▶ BRIEF: Transcribe every line below exactly; no image goes into the output.

▶ THE RECORDS:
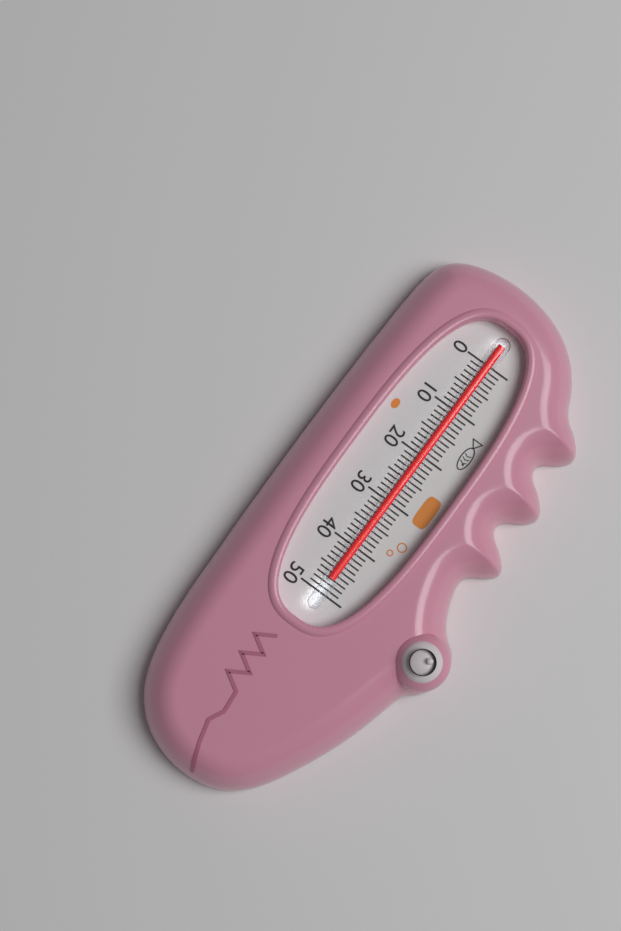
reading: 47 (no unit)
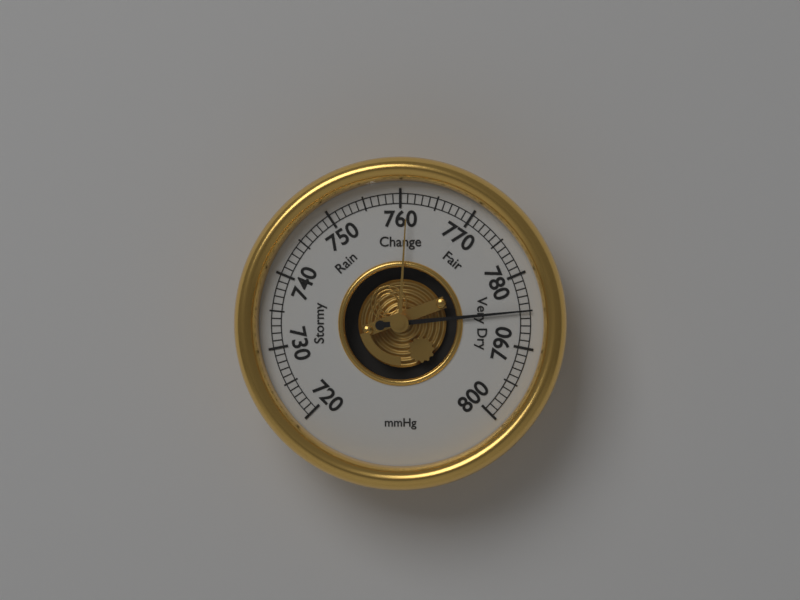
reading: 785 mmHg
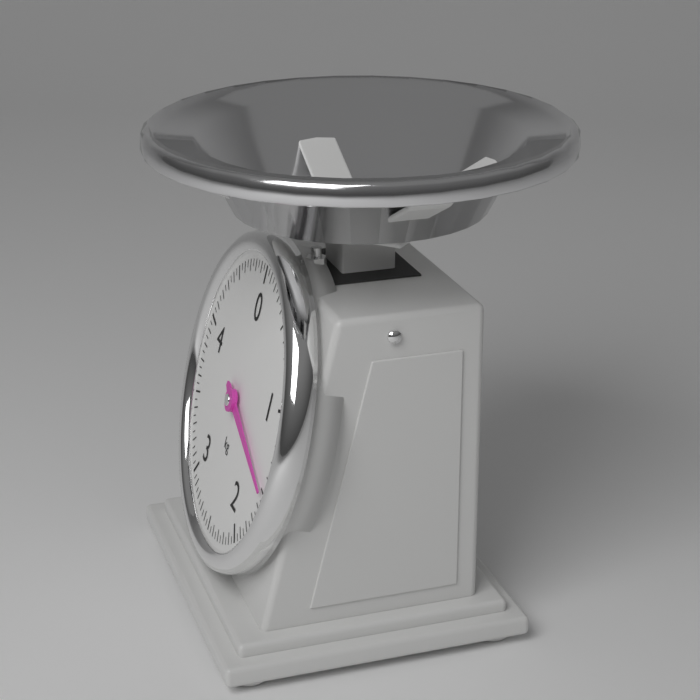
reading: 1.50 kg
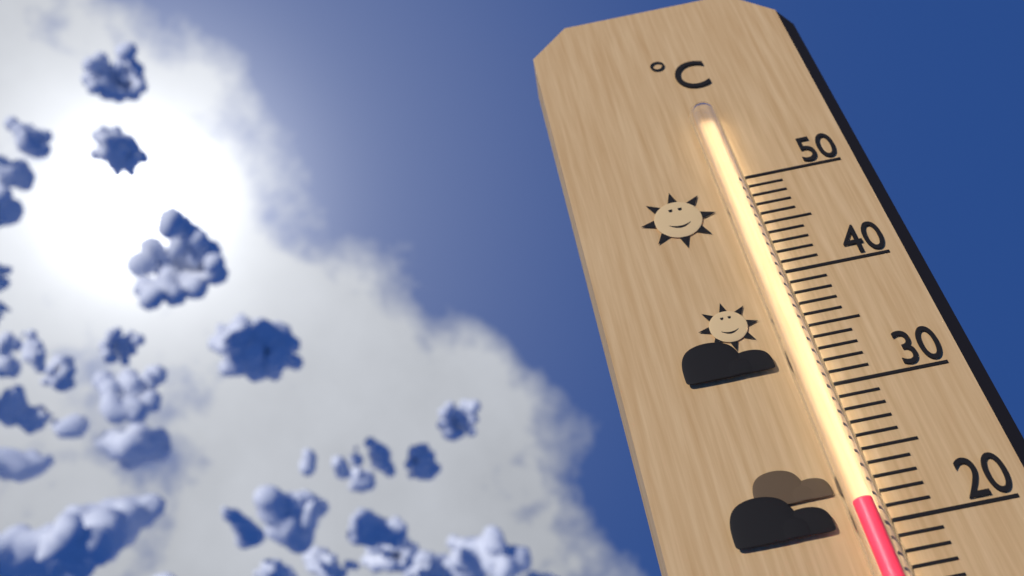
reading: 21 °C
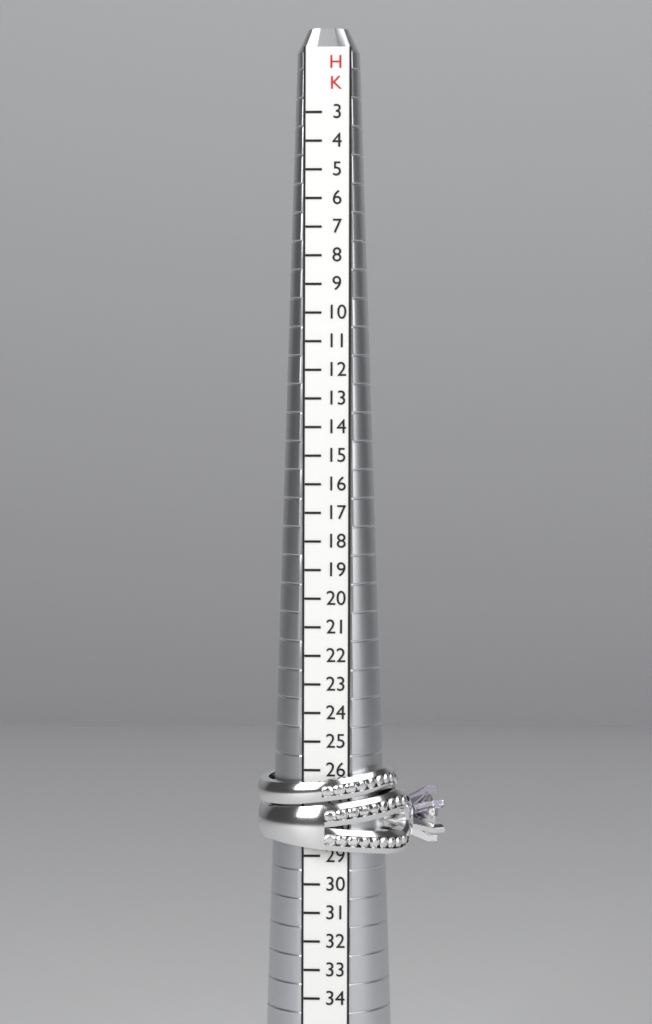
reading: 29 HK
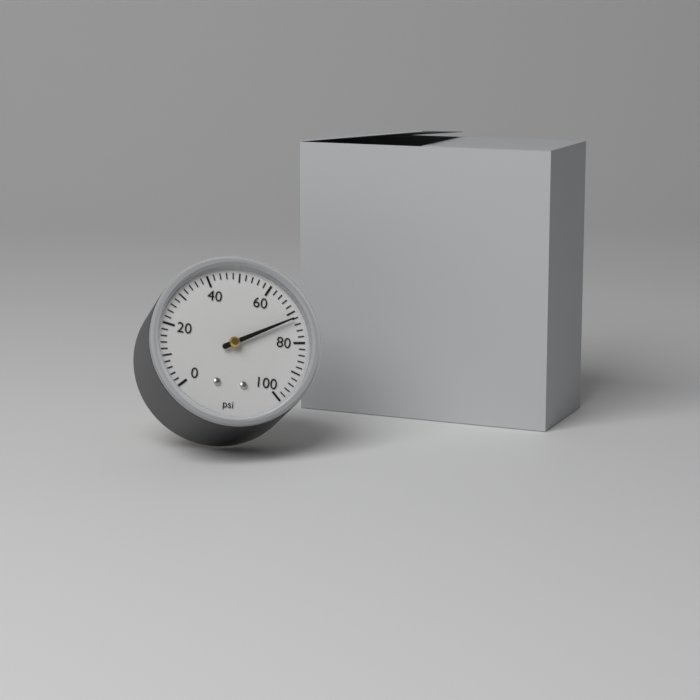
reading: 72 psi
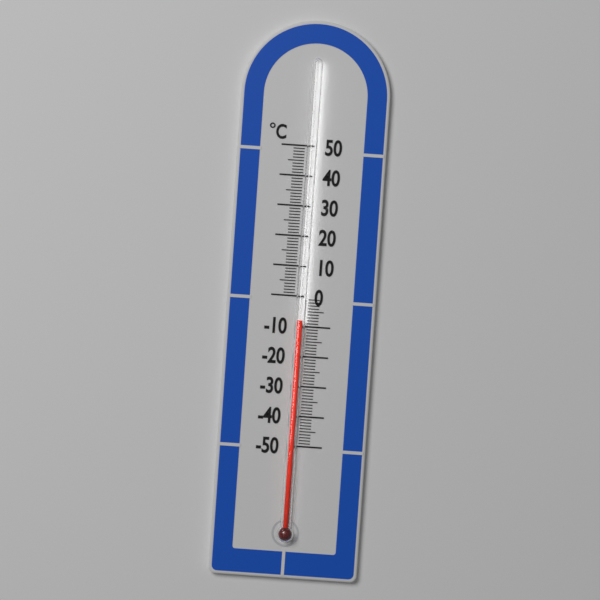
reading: -8 °C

▶ EXPECTED OUTPUT:
reading: 47 (no unit)
reading: 785 mmHg
reading: 1.50 kg
reading: 21 °C
reading: 29 HK
reading: 72 psi
reading: -8 °C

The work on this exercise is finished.